Jaishankar makes early headway in Washington meeting Trump cabinet members


Jaishankar makes early headway in Washington meeting Trump cabinet members

The TOI correspondent from Washington: The rhetoric is grating but the reception is upbeat. Amid verbal salvos from President Trump against almost every region of the world as part of his America First agenda, India’s external affairs minister S Jaishankar got a head-start on managing, if not elevating US-India ties, after talks with top Trump aides including Secretary of State Marco Rubio and National Security Advisor Michael Waltz, among others.
It was Rubio’s first meeting with a foreign counterpart hours after he was confirmed as Secretary of State by the Senate and Trump took the oath of office on Monday, and arguably the fastest any administration has gotten off the blocks. In a boilerplate post on X, Jaishankar said Rubio and he “exchanged views on a wide range of regional and global issues” and he looked forward to closely working with him “to advance our strategic cooperation.”
He also made a brief reference to Rubio being a “strong advocate” of the extensive bilateral ties between the two countries, an allusion to the US-India Defense Cooperation Act in which then Senator Rubio called for India be treated on par with US allies such as Japan, Israel, and NATO members with regards to technology transfers and military collaboration.
Rubio also hosted a meeting of QUAD foreign ministers soon after the bilateral, with counterparts Jaishankar, Japan’s Takeshi Iwaya, and Australia’s Penny Wong.
“Our wide-ranging discussions addressed different dimensions of ensuring a free, open, stable and prosperous Indo-Pacific,” Jaishankar said, adding that they “Agreed on the importance of thinking bigger, deepening the agenda, and intensifying our collaboration.”
The EAM said it was “significant” that the Quad foreign minister’s meeting took place within hours of the inauguration of the Trump Administration, and “this underlines the priority it has in the foreign policy of its member states.”
“The meeting today sends a clear message that in an uncertain and volatile world, the Quad will continue to be a force for global good,” he added.
Separately, Jaishankar also met Trump’s new National Security Advisor Michael Waltz and said they discussed “strengthening our friendship to ensure mutual benefit and enhance global stability and prosperity.”
The customary statements belied Trump’s verbal rampage in which he has been dissing countries across the world, including many allies, insisting they have been ripping off the US on trade and threatening tariffs to level the playing field as per his metrics.
From bullying neighbors Canada and Mexico, to threatening to take over the Panama Canal and Greenland, to warning NATO allies that the US will not protect them unless they ponied up more money for mutual defense, no one has been spared. Not even Russia and Israel. Trump has scorched the foreign policy turf that countries nurture carefully with the broad assertion that the world needs America more than America needs the world.
But India and other QUAD members — despite wrinkles in the trade front — are in a slightly different basket stemming from US fears of being overtaken by China in the global sweepstakes. Given Rubio’s hawkish views on China, which may well be tempered by Trump’s mercurial penchant for sudden “deal-making,” Washington’s early outreach to the QUAD, rather than NATO or its neighbors, signals a major shift in its foreign policy orientation.
Both sides have plenty of time to work on this. Trump’s second term will almost be co-terminus with Modi’s third term, both having around four years in office, till 2029 January and 2029 May respectively, if they choose to stay till the end of the term.
Jaishankar also met two prominent Indian-Americans in Trump’s inner circles — Vivek Ramaswamy and putative FBI Director Kash Patel — on the sidelines of several presidential galas on Monday. He also met US House Speaker Mike Johnson and Senator Majority Leader John Thune, effectively quashing social media trolls who posted misleading videos to say he was insulted at the Trump inauguration.
Jaishankar had a front row seat at the inauguration, arguably one of the best seats in front of the oath-taking ceremony (the billionaires were behind Trump), but left-liberal activists in India widely shared a clip showing a volunteer walk towards the EAM and point towards the exit. But the volunteer was addressing a photographer squatting behind Jaishankar, asking her to move back and not obstruct views. Jaishankar did not even hear or notice that interaction, and his subsequent engagements in the city showed that US-India ties are chugging along steadily — with the inevitable wrinkles — not withstanding the change of guard in Washington DC.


**EXERCISE DIRECTIONS:**
Out of the lines below, please list those that hold the string "interactable".

**DATA PROVIDED:**
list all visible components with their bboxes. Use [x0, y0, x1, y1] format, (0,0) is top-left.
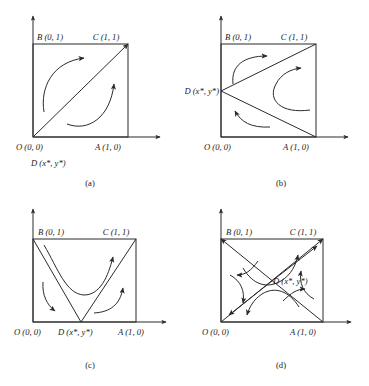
label-b-B: B (0, 1): [225, 32, 251, 42]
trajectory-d-left: [230, 275, 243, 303]
panel-c: B (0, 1) C (1, 1) O (0, 0) D (x*, y*) A …: [0, 193, 184, 386]
label-a-B: B (0, 1): [37, 32, 63, 42]
label-a-A: A (1, 0): [94, 142, 121, 152]
label-c-B: B (0, 1): [38, 227, 64, 237]
label-d-C: C (1, 1): [290, 227, 317, 237]
label-c-D: D (x*, y*): [57, 327, 93, 337]
label-d-B: B (0, 1): [226, 227, 252, 237]
label-d-O: O (0, 0): [202, 327, 229, 337]
figure-root: B (0, 1) C (1, 1) O (0, 0) A (1, 0) D (x…: [0, 0, 369, 386]
trajectory-c-left: [43, 282, 55, 311]
label-c-O: O (0, 0): [14, 327, 41, 337]
trajectory-b-middle: [273, 68, 310, 111]
separatrix-a-1: [33, 44, 128, 137]
label-a-O: O (0, 0): [16, 142, 43, 152]
panel-b: B (0, 1) C (1, 1) O (0, 0) A (1, 0) D (x…: [185, 0, 369, 193]
unit-square-b: [221, 44, 316, 137]
caption-b: (b): [276, 178, 286, 188]
label-c-A: A (1, 0): [117, 327, 144, 337]
trajectory-a-lower: [67, 84, 114, 126]
label-d-D: D (x*, y*): [272, 276, 308, 286]
panel-a: B (0, 1) C (1, 1) O (0, 0) A (1, 0) D (x…: [0, 0, 184, 193]
trajectory-d-bottomright: [283, 289, 305, 301]
caption-c: (c): [85, 360, 95, 370]
label-b-O: O (0, 0): [204, 142, 231, 152]
trajectory-b-top: [233, 56, 267, 84]
label-b-A: A (1, 0): [282, 142, 309, 152]
caption-d: (d): [276, 360, 286, 370]
panel-d: B (0, 1) C (1, 1) O (0, 0) A (1, 0) D (x…: [185, 193, 369, 386]
trajectory-b-bottom: [235, 111, 270, 127]
caption-a: (a): [85, 178, 95, 188]
label-c-C: C (1, 1): [103, 227, 130, 237]
unit-square-c: [33, 239, 136, 322]
separatrix-d-diag4: [229, 281, 272, 315]
trajectory-c-centre: [44, 245, 113, 295]
trajectory-c-right: [94, 288, 123, 313]
label-b-C: C (1, 1): [281, 32, 308, 42]
label-a-C: C (1, 1): [93, 32, 120, 42]
separatrix-b-lower: [221, 91, 316, 137]
trajectory-d-topleft: [237, 261, 258, 275]
label-b-D: D (x*, y*): [185, 86, 219, 96]
separatrix-b-upper: [221, 44, 316, 91]
label-a-D: D (x*, y*): [30, 158, 66, 168]
label-d-A: A (1, 0): [289, 327, 316, 337]
separatrix-c-left: [33, 239, 81, 322]
trajectory-a-upper: [43, 58, 84, 112]
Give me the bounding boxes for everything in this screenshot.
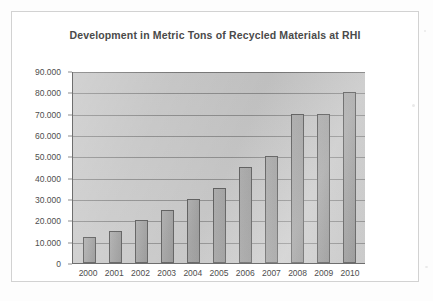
scan-speck	[425, 266, 428, 268]
x-axis-tick-label: 2007	[258, 268, 284, 278]
y-axis-tick-label: 70.000	[7, 110, 61, 120]
x-axis-tick-label: 2008	[285, 268, 311, 278]
bar-2003[interactable]	[161, 210, 174, 263]
y-axis-tick-label: 40.000	[7, 174, 61, 184]
chart-title: Development in Metric Tons of Recycled M…	[12, 29, 418, 41]
bar-slot	[337, 72, 363, 263]
scanned-chart-page: Development in Metric Tons of Recycled M…	[0, 0, 433, 301]
bar-slot	[259, 72, 285, 263]
bar-2005[interactable]	[213, 188, 226, 263]
chart-frame: Development in Metric Tons of Recycled M…	[11, 11, 419, 282]
bar-2009[interactable]	[317, 114, 330, 263]
bar-slot	[180, 72, 206, 263]
bar-slot	[76, 72, 102, 263]
bar-2000[interactable]	[83, 237, 96, 263]
y-axis-tick-label: 80.000	[7, 88, 61, 98]
plot-area-wrapper	[72, 72, 365, 264]
bar-2010[interactable]	[343, 92, 356, 263]
bar-series	[73, 72, 365, 263]
x-axis-tick-label: 2003	[154, 268, 180, 278]
x-axis-tick-label: 2002	[127, 268, 153, 278]
bar-2004[interactable]	[187, 199, 200, 263]
bar-2006[interactable]	[239, 167, 252, 263]
bar-2002[interactable]	[135, 220, 148, 263]
bar-2001[interactable]	[109, 231, 122, 263]
bar-slot	[102, 72, 128, 263]
y-axis-tick-label: 60.000	[7, 131, 61, 141]
x-axis-tick-label: 2009	[311, 268, 337, 278]
x-axis-tick-label: 2005	[206, 268, 232, 278]
bar-slot	[154, 72, 180, 263]
scan-speck	[424, 30, 426, 32]
x-axis-tick-label: 2000	[75, 268, 101, 278]
x-axis-tick-label: 2006	[232, 268, 258, 278]
y-axis-tick-label: 20.000	[7, 216, 61, 226]
x-axis-tick-label: 2004	[180, 268, 206, 278]
bar-slot	[206, 72, 232, 263]
x-axis-tick-label: 2010	[337, 268, 363, 278]
bar-slot	[128, 72, 154, 263]
plot-area	[72, 72, 365, 264]
bar-2008[interactable]	[291, 114, 304, 263]
y-axis-tick-label: 0	[7, 259, 61, 269]
bar-2007[interactable]	[265, 156, 278, 263]
bar-slot	[311, 72, 337, 263]
y-axis-tick-label: 50.000	[7, 152, 61, 162]
y-axis-tick-label: 90.000	[7, 67, 61, 77]
bar-slot	[285, 72, 311, 263]
y-axis-tick-label: 30.000	[7, 195, 61, 205]
y-axis-tick-label: 10.000	[7, 238, 61, 248]
bar-slot	[233, 72, 259, 263]
x-axis-tick-labels: 2000200120022003200420052006200720082009…	[72, 268, 365, 278]
x-axis-tick-label: 2001	[101, 268, 127, 278]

**RESULT FOR THIS EXERCISE:**
bar-2003[interactable]	[161, 210, 174, 263]
bar-2005[interactable]	[213, 188, 226, 263]
bar-2009[interactable]	[317, 114, 330, 263]
bar-2000[interactable]	[83, 237, 96, 263]
bar-2010[interactable]	[343, 92, 356, 263]
bar-2004[interactable]	[187, 199, 200, 263]
bar-2006[interactable]	[239, 167, 252, 263]
bar-2002[interactable]	[135, 220, 148, 263]
bar-2001[interactable]	[109, 231, 122, 263]
bar-2008[interactable]	[291, 114, 304, 263]
bar-2007[interactable]	[265, 156, 278, 263]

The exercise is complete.